This is to assist Nutrition Director Lisa Currie in determining student preferences for certain types of fruits and vegetables; healthy choice selections that perhaps many have never tried and may be passing over at lunchtime.
On Nov. 2, Currie visited Pam Lear’s fourth-grade classroom to present two types of pears (Asian and red) to students to sample and vote their preference. By a show of hands, the Asian pear became the class preference by almost a landslide.
The next taste test planned will examine preferences with pomegranates and starfruit.
“I’d rather…let kids sample it. And then we’ll put it on the menu,” said Currie, who went around the tables in Lear’s classroom with slices of pears in a tray.
According to Lear and Currie, Lear’s students will soon begin work on creating a lunch menu or menus to be implemented sometime this winter in the school’s lunchroom.
Lear thought this food sampling is a way to empower school children by giving them a say in what healthy food choices are offered them thereby reinforcing and establishing good and balanced eating habits.

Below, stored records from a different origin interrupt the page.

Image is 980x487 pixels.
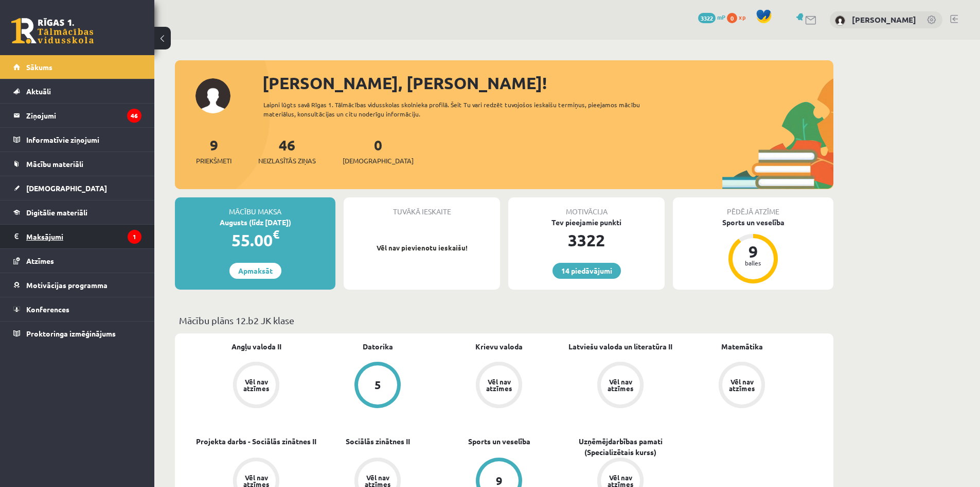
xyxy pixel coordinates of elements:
[606,378,635,392] div: Vēl nav atzīmes
[242,378,271,392] div: Vēl nav atzīmes
[175,197,335,217] div: Mācību maksa
[739,13,746,21] span: xp
[26,159,84,168] span: Mācību materiāli
[698,13,716,23] span: 3322
[13,79,141,103] a: Aktuāli
[26,304,70,313] span: Konferences
[673,217,833,227] div: Sports un veselība
[560,436,681,457] a: Uzņēmējdarbības pamati (Specializētais kurss)
[13,297,141,321] a: Konferences
[476,341,523,352] a: Krievu valoda
[569,341,672,352] a: Latviešu valoda un literatūra II
[26,256,54,265] span: Atzīmes
[349,243,495,253] p: Vēl nav pievienotu ieskaišu!
[259,135,316,166] a: 46Neizlasītās ziņas
[13,104,141,128] a: Ziņojumi46
[835,15,846,26] img: Sigurds Kozlovskis
[13,176,141,200] a: [DEMOGRAPHIC_DATA]
[127,108,141,123] i: 46
[272,227,279,241] span: €
[468,436,530,446] a: Sports un veselība
[259,156,316,166] span: Neizlasītās ziņas
[26,87,51,96] span: Aktuāli
[262,71,833,95] div: [PERSON_NAME], [PERSON_NAME]!
[26,128,141,151] legend: Informatīvie ziņojumi
[26,224,141,248] legend: Maksājumi
[673,197,833,217] div: Pēdējā atzīme
[673,217,833,285] a: Sports un veselība 9 balles
[438,362,560,410] a: Vēl nav atzīmes
[553,263,621,279] a: 14 piedāvājumi
[346,436,410,446] a: Sociālās zinātnes II
[698,13,725,21] a: 3322 mP
[26,184,107,193] span: [DEMOGRAPHIC_DATA]
[852,15,916,25] a: [PERSON_NAME]
[343,156,414,166] span: [DEMOGRAPHIC_DATA]
[317,362,438,410] a: 5
[727,13,737,23] span: 0
[196,436,316,446] a: Projekta darbs - Sociālās zinātnes II
[13,273,141,297] a: Motivācijas programma
[718,13,725,21] span: mP
[196,135,232,166] a: 9Priekšmeti
[738,244,769,260] div: 9
[728,378,757,392] div: Vēl nav atzīmes
[343,135,414,166] a: 0[DEMOGRAPHIC_DATA]
[13,249,141,273] a: Atzīmes
[13,200,141,224] a: Digitālie materiāli
[263,100,658,118] div: Laipni lūgts savā Rīgas 1. Tālmācības vidusskolas skolnieka profilā. Šeit Tu vari redzēt tuvojošo...
[26,207,87,217] span: Digitālie materiāli
[560,362,681,410] a: Vēl nav atzīmes
[681,362,803,410] a: Vēl nav atzīmes
[344,197,500,217] div: Tuvākā ieskaite
[179,313,830,327] p: Mācību plāns 12.b2 JK klase
[26,62,52,71] span: Sākums
[738,260,769,266] div: balles
[127,230,141,244] i: 1
[509,197,665,217] div: Motivācija
[13,224,141,248] a: Maksājumi1
[13,128,141,151] a: Informatīvie ziņojumi
[485,378,513,392] div: Vēl nav atzīmes
[175,217,335,227] div: Augusts (līdz [DATE])
[13,55,141,79] a: Sākums
[496,475,503,486] div: 9
[721,341,763,352] a: Matemātika
[13,321,141,345] a: Proktoringa izmēģinājums
[363,341,393,352] a: Datorika
[375,379,381,390] div: 5
[26,280,107,290] span: Motivācijas programma
[26,329,116,338] span: Proktoringa izmēģinājums
[727,13,751,21] a: 0 xp
[509,227,665,253] div: 3322
[232,341,282,352] a: Angļu valoda II
[509,217,665,227] div: Tev pieejamie punkti
[196,156,232,166] span: Priekšmeti
[26,104,141,128] legend: Ziņojumi
[175,227,335,253] div: 55.00
[12,18,94,44] a: Rīgas 1. Tālmācības vidusskola
[13,152,141,176] a: Mācību materiāli
[229,263,282,279] a: Apmaksāt
[196,362,317,410] a: Vēl nav atzīmes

“Pears can be a challenge for some children to even try,” said Lear. “So doing something like this gives everyone an opportunity for something that may be new.”
Currie said the first tasting test was in Mrs. Stapleton’s classroom with ‘pluots,’ a fruit “that is a cross between a plum and apricot.”
Following the pear test on Nov. 2, Curry said, “We put the fruit out during lunch and all the pluots were gone and most of the pears.”